Percival turned away, but at every step was presented with another garment for inspection. Despite himself, his artistic eye was caught and held by the beauty of the fabrics.
"How much?" he asked, picking up a marvelous affair of silver and gray, lined with the faintest of shell pinks. It was the exact tone and sheen to set Bobby's beauty off to the greatest advantage. The argument over the price was short and fierce, and Percival laid the coat beside the pendant on the table.
He promised himself to offset the effect of these gifts by a more detached and impersonal manner than he had shown Bobby during the day. So far, he congratulated himself, he had given her no occasion for false hopes. On the contrary, he had gone out of his way on several occasions to express his bitter disapproval of international marriages. When the hour came for them to part, his heart might be mortally wounded, but his conscience, save for a few scratches, would be uninjured.
A quick step in the corridor made him look up. Standing in the doorway was a vision of girlish beauty that had the acrobatic effect of sending his blood into his head and his heart into his eyes. She wore the diaphanous gown of white that he liked best, her hair was coiled at the exact angle he had prescribed, and at her belt were the orchids he had sent up half an hour before. No rhinestones in her hair, no gold beads on her slippers, nothing to mar the simplicity that her all too vivid beauty required. Percival's eyes appraised her at her full value. Even Sister Cordelia would have been propitiated by the sight.
"What's this lovely thing?" cried Bobby, pouncing upon the coat.
"Something I bought to be rid of a troublesome lad. Don't know what I shall do with it, exactly."
"Take it to your sister, of course,"
"She probably has heaps of them."
Bobby slipped her round, bare arms into the loose sleeves, and surveyed herself in the long mirror.
"Isn't that the prettiest thing you ever saw?" she asked, glancing at him over her shoulder.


- [THE PROBLEM]: Exact copy, no pictures: reproduce every record below as it stands.

(Beginning of INPUT DATA)

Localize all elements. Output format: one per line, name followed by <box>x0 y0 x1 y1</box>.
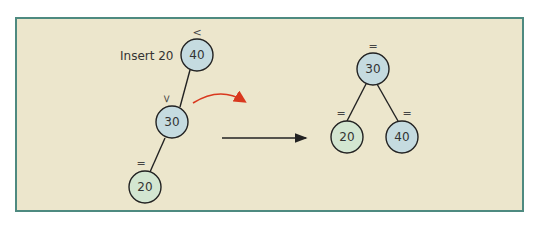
node-value: 20 <box>137 180 152 194</box>
rotation-arrow-icon <box>193 94 244 103</box>
edge-30-40 <box>377 84 398 121</box>
balance-mark: = <box>136 157 145 170</box>
edge-30-20 <box>347 84 366 121</box>
balance-mark: < <box>160 94 173 103</box>
balance-mark: = <box>368 40 377 53</box>
avl-rotation-diagram: Insert 20 < 40 < 30 = 20 = 30 = 20 = 40 <box>0 0 544 227</box>
balance-mark: = <box>402 107 411 120</box>
insert-caption: Insert 20 <box>120 49 174 63</box>
node-value: 20 <box>339 130 354 144</box>
node-value: 30 <box>365 62 380 76</box>
balance-mark: < <box>192 26 201 39</box>
node-value: 30 <box>164 115 179 129</box>
balance-mark: = <box>336 107 345 120</box>
node-value: 40 <box>189 48 204 62</box>
edge-30-20 <box>150 138 165 172</box>
edge-40-30 <box>180 70 190 107</box>
node-value: 40 <box>394 130 409 144</box>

(End of INPUT DATA)

- [THE COMPLETED TASK]:
Localize all elements. Output format: one per line, name followed by <box>x0 y0 x1 y1</box>.
node-value: 20 <box>137 180 152 194</box>
rotation-arrow-icon <box>193 94 244 103</box>
edge-30-40 <box>377 84 398 121</box>
balance-mark: = <box>136 157 145 170</box>
edge-30-20 <box>347 84 366 121</box>
balance-mark: < <box>160 94 173 103</box>
balance-mark: = <box>368 40 377 53</box>
avl-rotation-diagram: Insert 20 < 40 < 30 = 20 = 30 = 20 = 40 <box>0 0 544 227</box>
balance-mark: = <box>402 107 411 120</box>
insert-caption: Insert 20 <box>120 49 174 63</box>
node-value: 20 <box>339 130 354 144</box>
node-value: 30 <box>365 62 380 76</box>
balance-mark: < <box>192 26 201 39</box>
node-value: 30 <box>164 115 179 129</box>
balance-mark: = <box>336 107 345 120</box>
node-value: 40 <box>189 48 204 62</box>
edge-30-20 <box>150 138 165 172</box>
edge-40-30 <box>180 70 190 107</box>
node-value: 40 <box>394 130 409 144</box>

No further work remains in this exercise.